Audion - Applications and Use

Applications and Use

De Forest continued to manufacture and supply Audions to the US Navy up until the early 1920s, for maintenance of existing equipment, but elsewhere they were regarded as well and truly obsolete by then. It was the vacuum triode that made practical radio broadcasts a reality.

Prior to the introduction of the Audion, radio receivers had used a variety of detectors including coherers, barretters, and crystal detectors. The most popular crystal detector consisted of a small piece of galena crystal probed by a fine wire commonly referred to as a "cat's-whisker detector". They were very unreliable, requiring frequent adjustment of the cat's whisker and offered no amplification. Such systems usually required the user to listen to the signal though headphones, sometimes at very low volume, as the only energy available to operate the headphones was that picked up by the antenna. For long distance communication huge antennas were normally required, and enormous amounts of electrical power had to be fed into the transmitter.

The Audion was a considerable improvement on this, but the original devices could not provide any subsequent amplification to what was produced in the signal detection process. The later vacuum triodes allowed the signal to be amplified to any desired level, typically by feeding the amplified output of from triode into the grid of the next, eventually providing more than enough power to drive a full-sized speaker. Apart from this, they were able to amplify the incoming radio signals prior to the detection process, making it work much more efficiently.

Vacuum tubes could also be used to make superior radio transmitters. The combination of much more efficient transmitters and much more sensitive receivers revolutionized radio communication during World War I.

By the late 1920s such "tube radios" began to become a fixture of most Western world households, and remained so until the introduction of transistor radios in the mid 1950s.

In modern electronics, the vacuum tube has been largely superseded by solid state devices such as the transistor, invented in 1947 and implemented in integrated circuits in 1959, although vacuum tubes remain to this day in high-powered transmitters, as well as in television sets and computer monitors as the cathode ray tube display.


**What the task asks:** Output, word for word, the span of lines that starts at the one containing "Scan for footwear." and ends at the last line of the records.

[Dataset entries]

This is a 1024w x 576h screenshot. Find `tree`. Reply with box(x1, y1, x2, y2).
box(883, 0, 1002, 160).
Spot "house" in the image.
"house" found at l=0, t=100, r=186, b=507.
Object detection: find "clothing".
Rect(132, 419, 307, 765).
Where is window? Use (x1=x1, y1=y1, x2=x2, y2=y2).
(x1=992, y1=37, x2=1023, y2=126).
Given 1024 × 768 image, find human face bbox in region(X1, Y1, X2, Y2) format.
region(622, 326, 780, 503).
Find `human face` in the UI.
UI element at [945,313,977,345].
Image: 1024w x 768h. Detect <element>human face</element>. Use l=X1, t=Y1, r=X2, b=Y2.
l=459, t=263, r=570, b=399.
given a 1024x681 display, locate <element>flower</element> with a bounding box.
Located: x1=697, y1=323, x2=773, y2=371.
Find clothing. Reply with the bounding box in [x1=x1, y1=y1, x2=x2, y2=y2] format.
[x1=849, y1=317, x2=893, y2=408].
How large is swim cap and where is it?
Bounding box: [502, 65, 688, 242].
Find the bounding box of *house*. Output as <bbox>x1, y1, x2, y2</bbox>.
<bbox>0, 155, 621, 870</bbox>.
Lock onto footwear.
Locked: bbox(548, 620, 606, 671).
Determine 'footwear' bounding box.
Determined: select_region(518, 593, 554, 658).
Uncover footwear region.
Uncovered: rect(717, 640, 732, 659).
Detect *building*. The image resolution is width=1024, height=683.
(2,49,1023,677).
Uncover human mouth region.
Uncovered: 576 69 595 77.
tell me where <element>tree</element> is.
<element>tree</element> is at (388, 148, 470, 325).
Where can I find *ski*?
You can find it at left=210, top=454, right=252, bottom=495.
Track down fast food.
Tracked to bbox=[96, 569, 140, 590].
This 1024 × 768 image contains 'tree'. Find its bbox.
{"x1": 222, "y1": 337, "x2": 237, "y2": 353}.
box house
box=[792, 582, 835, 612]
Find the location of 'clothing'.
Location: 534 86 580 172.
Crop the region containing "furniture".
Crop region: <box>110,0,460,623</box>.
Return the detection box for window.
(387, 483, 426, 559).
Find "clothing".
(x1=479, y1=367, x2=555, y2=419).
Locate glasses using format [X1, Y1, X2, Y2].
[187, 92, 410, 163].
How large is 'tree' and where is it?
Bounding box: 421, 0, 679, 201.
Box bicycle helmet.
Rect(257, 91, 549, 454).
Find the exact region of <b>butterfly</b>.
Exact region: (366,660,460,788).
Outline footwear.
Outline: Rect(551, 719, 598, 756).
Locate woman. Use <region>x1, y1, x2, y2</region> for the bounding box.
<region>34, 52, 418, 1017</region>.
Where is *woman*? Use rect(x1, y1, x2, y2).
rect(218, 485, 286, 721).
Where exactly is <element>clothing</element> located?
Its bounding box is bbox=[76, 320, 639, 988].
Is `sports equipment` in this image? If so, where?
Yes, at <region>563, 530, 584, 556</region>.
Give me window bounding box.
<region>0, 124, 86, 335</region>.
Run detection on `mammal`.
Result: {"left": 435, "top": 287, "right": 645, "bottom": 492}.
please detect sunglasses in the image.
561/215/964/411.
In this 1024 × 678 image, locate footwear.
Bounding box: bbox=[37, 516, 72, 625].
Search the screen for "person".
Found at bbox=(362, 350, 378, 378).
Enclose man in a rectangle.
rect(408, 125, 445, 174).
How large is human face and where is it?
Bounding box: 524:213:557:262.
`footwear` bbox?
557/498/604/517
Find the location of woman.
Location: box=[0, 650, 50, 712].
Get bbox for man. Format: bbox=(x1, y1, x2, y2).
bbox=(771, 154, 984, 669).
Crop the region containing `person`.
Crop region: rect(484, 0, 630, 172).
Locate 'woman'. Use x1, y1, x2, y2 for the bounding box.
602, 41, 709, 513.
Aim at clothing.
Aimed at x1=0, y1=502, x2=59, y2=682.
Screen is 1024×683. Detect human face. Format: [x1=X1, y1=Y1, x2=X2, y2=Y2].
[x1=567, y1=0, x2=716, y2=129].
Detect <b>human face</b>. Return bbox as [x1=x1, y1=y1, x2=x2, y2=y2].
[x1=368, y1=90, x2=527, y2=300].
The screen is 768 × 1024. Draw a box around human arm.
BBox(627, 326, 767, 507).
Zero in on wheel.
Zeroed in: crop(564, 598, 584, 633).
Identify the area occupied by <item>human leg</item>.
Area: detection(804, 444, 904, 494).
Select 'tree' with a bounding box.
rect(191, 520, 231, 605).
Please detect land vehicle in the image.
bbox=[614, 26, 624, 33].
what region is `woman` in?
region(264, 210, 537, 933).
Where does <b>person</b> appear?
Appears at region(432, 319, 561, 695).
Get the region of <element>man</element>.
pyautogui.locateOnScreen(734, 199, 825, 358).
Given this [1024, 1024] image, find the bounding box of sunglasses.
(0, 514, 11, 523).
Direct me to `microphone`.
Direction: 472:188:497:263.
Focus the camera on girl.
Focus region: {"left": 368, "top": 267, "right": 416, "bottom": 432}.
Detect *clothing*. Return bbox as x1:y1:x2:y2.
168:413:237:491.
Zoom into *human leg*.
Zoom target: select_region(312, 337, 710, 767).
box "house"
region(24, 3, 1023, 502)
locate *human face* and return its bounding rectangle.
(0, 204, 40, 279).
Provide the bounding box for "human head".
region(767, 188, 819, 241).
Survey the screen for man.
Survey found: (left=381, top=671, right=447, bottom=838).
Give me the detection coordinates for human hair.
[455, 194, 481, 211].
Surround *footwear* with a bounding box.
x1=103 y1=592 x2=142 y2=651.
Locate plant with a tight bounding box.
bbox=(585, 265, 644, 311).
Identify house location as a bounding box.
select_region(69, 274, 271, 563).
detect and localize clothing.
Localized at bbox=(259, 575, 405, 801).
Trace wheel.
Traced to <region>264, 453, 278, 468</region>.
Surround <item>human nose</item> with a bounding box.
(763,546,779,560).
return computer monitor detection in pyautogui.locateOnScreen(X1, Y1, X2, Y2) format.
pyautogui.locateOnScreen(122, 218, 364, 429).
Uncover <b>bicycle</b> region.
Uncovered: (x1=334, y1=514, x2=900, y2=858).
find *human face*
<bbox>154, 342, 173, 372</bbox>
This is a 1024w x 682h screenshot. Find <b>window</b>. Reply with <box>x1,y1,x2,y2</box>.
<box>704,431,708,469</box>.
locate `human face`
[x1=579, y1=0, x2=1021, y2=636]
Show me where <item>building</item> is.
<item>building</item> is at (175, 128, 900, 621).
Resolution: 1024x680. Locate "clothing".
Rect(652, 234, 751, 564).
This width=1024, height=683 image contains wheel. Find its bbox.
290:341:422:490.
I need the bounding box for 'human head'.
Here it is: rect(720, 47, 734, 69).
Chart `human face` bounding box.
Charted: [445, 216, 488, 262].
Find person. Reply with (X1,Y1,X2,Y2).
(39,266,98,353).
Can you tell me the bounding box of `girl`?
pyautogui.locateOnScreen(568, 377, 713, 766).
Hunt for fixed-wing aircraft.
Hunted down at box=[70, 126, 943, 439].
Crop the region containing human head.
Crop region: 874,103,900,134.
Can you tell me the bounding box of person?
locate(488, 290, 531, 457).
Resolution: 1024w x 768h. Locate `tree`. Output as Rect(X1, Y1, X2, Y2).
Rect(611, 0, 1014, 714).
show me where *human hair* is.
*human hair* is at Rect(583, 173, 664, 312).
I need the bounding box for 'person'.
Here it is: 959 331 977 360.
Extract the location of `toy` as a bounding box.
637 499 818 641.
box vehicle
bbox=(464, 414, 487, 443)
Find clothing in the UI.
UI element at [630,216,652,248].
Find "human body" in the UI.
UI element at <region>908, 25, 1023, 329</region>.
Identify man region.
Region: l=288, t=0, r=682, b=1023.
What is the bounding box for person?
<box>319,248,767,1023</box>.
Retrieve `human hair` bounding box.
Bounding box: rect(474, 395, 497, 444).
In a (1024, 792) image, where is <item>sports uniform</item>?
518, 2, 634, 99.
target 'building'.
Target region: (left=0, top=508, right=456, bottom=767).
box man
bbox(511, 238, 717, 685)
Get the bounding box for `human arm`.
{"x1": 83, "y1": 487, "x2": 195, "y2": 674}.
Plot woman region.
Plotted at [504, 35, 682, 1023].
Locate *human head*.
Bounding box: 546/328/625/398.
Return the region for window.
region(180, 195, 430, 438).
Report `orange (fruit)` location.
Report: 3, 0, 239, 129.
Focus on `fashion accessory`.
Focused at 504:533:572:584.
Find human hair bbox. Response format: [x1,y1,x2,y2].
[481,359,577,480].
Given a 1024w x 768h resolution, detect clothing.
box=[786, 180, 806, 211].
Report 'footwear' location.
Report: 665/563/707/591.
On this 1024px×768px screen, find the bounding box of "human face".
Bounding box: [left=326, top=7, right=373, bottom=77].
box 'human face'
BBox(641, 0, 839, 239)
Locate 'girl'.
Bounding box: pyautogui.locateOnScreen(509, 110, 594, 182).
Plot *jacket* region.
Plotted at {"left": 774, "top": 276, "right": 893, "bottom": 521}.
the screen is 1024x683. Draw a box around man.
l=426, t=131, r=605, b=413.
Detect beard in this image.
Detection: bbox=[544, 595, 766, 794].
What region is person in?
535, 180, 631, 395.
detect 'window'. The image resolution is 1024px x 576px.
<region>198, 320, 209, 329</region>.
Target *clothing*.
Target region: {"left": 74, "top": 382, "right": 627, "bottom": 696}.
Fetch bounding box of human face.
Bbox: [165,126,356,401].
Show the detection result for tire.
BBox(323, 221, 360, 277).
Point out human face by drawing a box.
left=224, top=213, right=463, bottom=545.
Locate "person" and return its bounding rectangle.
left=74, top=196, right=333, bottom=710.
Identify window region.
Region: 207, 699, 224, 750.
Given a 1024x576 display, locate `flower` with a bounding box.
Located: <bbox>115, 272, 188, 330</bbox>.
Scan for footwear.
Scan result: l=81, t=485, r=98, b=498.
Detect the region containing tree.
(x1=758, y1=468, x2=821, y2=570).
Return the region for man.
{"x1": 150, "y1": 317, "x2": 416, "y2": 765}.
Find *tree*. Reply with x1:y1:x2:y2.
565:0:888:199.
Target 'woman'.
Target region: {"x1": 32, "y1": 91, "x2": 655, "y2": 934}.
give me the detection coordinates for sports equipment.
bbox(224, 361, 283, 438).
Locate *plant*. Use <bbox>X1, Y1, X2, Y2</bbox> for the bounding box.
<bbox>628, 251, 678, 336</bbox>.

**Solution below:**
Scan for footwear.
Scan result: l=81, t=485, r=98, b=498.
Detect the region containing tree.
(x1=758, y1=468, x2=821, y2=570).
Return the region for man.
{"x1": 150, "y1": 317, "x2": 416, "y2": 765}.
Find *tree*. Reply with x1:y1:x2:y2.
565:0:888:199.
Target 'woman'.
Target region: {"x1": 32, "y1": 91, "x2": 655, "y2": 934}.
give me the detection coordinates for sports equipment.
bbox(224, 361, 283, 438).
Locate *plant*. Use <bbox>X1, Y1, X2, Y2</bbox> for the bounding box.
<bbox>628, 251, 678, 336</bbox>.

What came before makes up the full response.